Canes Venatici is one of three constellations that represent dogs, along with Canis Major and Canis Minor. The constellation's brightest star is Cor Caroli (α² CVn), named by Edmund Halley in memory of the king Charles I, King of England, or his son, Charles II. It is of magnitude 2.90.

La Superba (Y CVn) is a semiregular variable star that varies between magnitudes 4.7 and 6.2 over a period of around 158 days. It is a carbon star and is famous for being deep red.

AM CVn, a very blue star of magnitude 14, is the prototype of a special class of cataclysmic variable stars, in which the companion star is a white dwarf, rather than a main sequence star. RS CVn is the prototype of a special class of binary stars[1] of chromospherically active and optically variable components.

Canes Venatici contains five Messier objects, including four galaxies. One of the more significant galaxies in Canes Venatici is the Whirlpool Galaxy (M51, NGC 5194) and NGC 5195, a small barred spiral galaxy that is seen face on. This was the first galaxy recognised as having a spiral structure, this structure being first observed by Lord Rosse in 1845.

Other notable spiral galaxies in Canes Venatici are the Sunflower Galaxy (M63, NGC 5055), Messier 94 (NGC 4736), and Messier 106 (NGC 4258).

Messier 3 (NGC 5272) is a globular cluster. It is 18' in diameter, and at magnitude 6.3 is bright enough to be seen with binoculars.

Canes Venatici depicted in an old star atlas.
Canes Venatici depicted in an old star atlas.

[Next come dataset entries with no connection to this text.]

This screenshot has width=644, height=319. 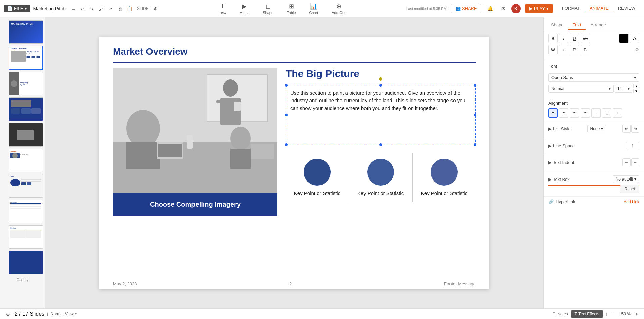 I want to click on font-family-select: Open Sans ▾, so click(x=594, y=77).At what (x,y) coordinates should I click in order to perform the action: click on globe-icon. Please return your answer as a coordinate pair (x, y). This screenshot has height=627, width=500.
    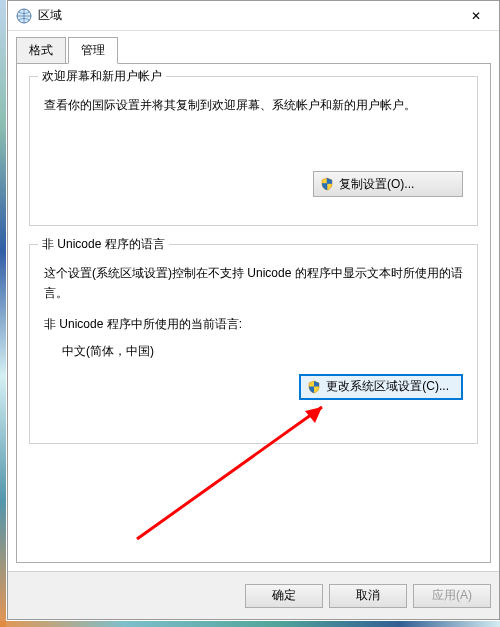
    Looking at the image, I should click on (24, 16).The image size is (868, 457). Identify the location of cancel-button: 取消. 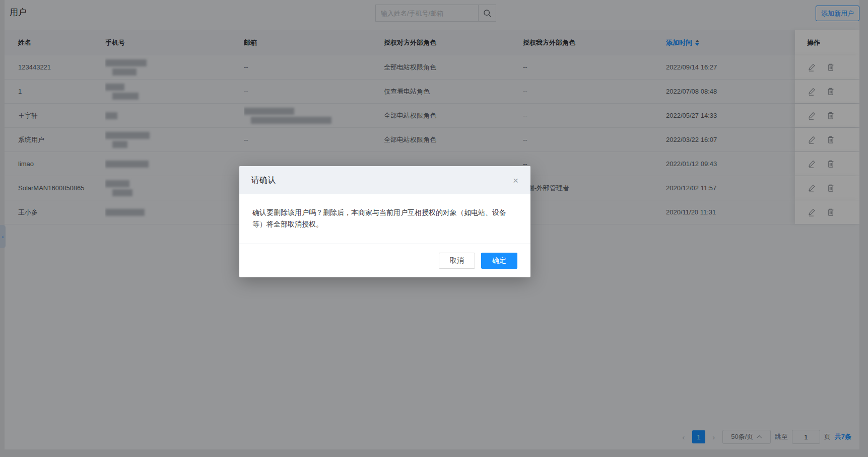
(457, 261).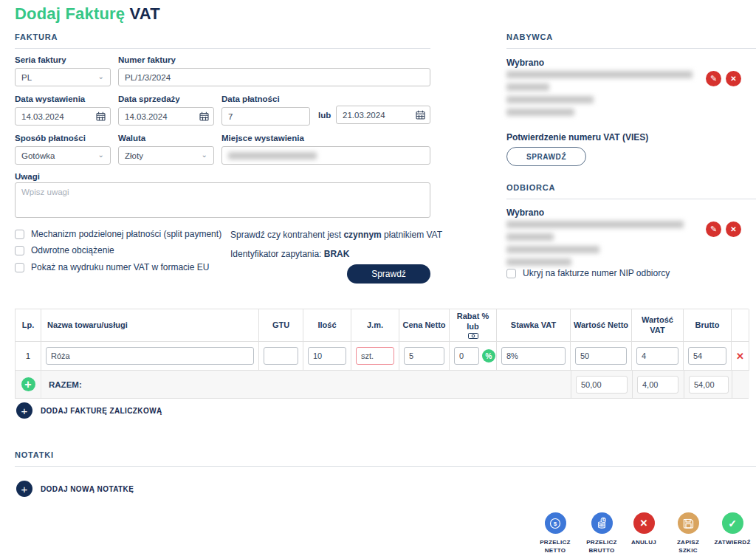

The name of the constellation of Bootes means "herdsman". Some of its component stars were traditionally described as representing his cudgel, which in Greek was called Κολλοροβος. When the Almagest was translated from Greek to Arabic, the translator did not know the Greek word Κολλοροβος, but rendered it as the nearest-looking Arabic word: dhāt al-kullāb ذات الكلاب "having a hook", probably thinking of a shepherd's crook. When the Arabic text was translated into a Western European language, the translator mistook the Arabic word كلاب as kilāb = "dogs": Latin hastile habens canes = "spearshaft having dogs", which expression floated about the astronomical literature until Hevelius decided to find those dogs in the sky.

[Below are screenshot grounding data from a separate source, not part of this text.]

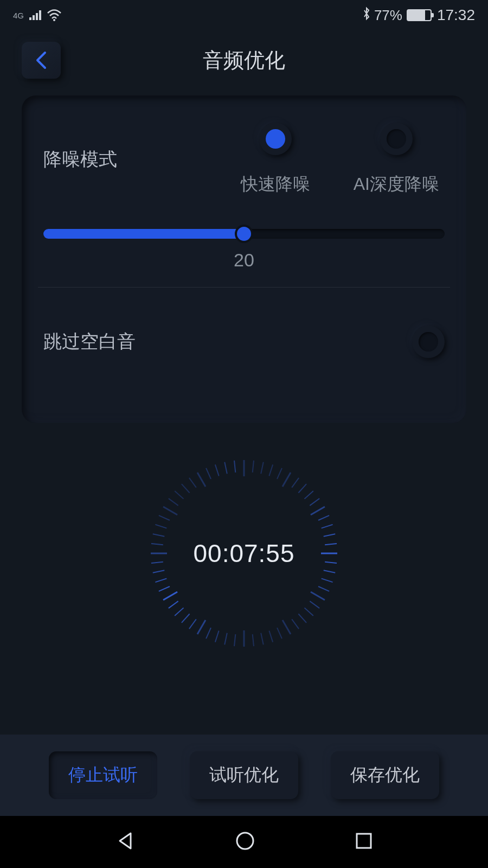 Image resolution: width=488 pixels, height=868 pixels. What do you see at coordinates (125, 842) in the screenshot?
I see `nav-back-icon` at bounding box center [125, 842].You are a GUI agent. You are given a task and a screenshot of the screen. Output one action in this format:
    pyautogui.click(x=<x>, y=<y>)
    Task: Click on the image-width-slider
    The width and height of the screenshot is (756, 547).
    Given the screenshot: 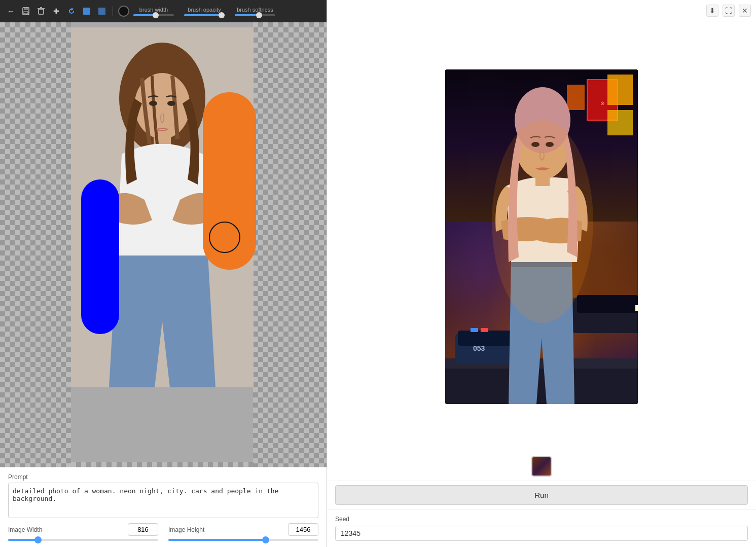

The northern of the two hunting dogs was named Asterion, and was sometimes regarded as an independent constellation or at least an asterism. The southern dog was named Chara. The name of the dogs still lives in the alternate names of α CVn.

The star α CVn was initially regarded as an independent asterism or constellation. Its full name was Cor Caroli Regis Martyris (after Charles I of England who was executed for high treason) [2], but irrespective of royal sympathies, such a name required abbreviation. Furthermore, the constellation contained just 1 star, α CVn, which in the end got the name Cor Caroli.

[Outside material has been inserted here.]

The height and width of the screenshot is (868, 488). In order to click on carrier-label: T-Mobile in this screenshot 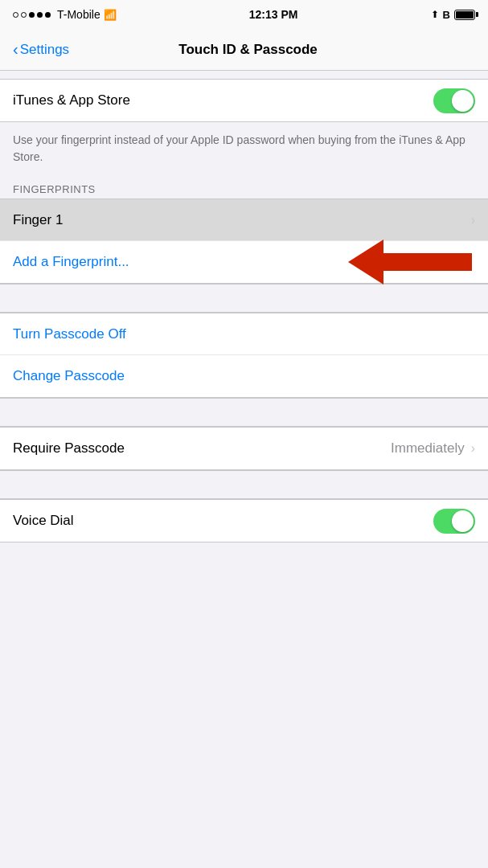, I will do `click(79, 14)`.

  1. ^ [url=http://simbad3.u-strasbg.fr/sim-id.pl?protocol=html&Ident=RS+CVn|SIMBAD Query Result: RS CVn -- Variable of RS CVn type] on the SIMBAD database
  2. ^ Linda Hall exhibit: Out of This World, page 15 (Manilius, Marcus)
  • Ian Ridpath and Wil Tirion (2007). Collins Stars and Planets Guide, HarperCollins, London. ISBN 978-0007251209.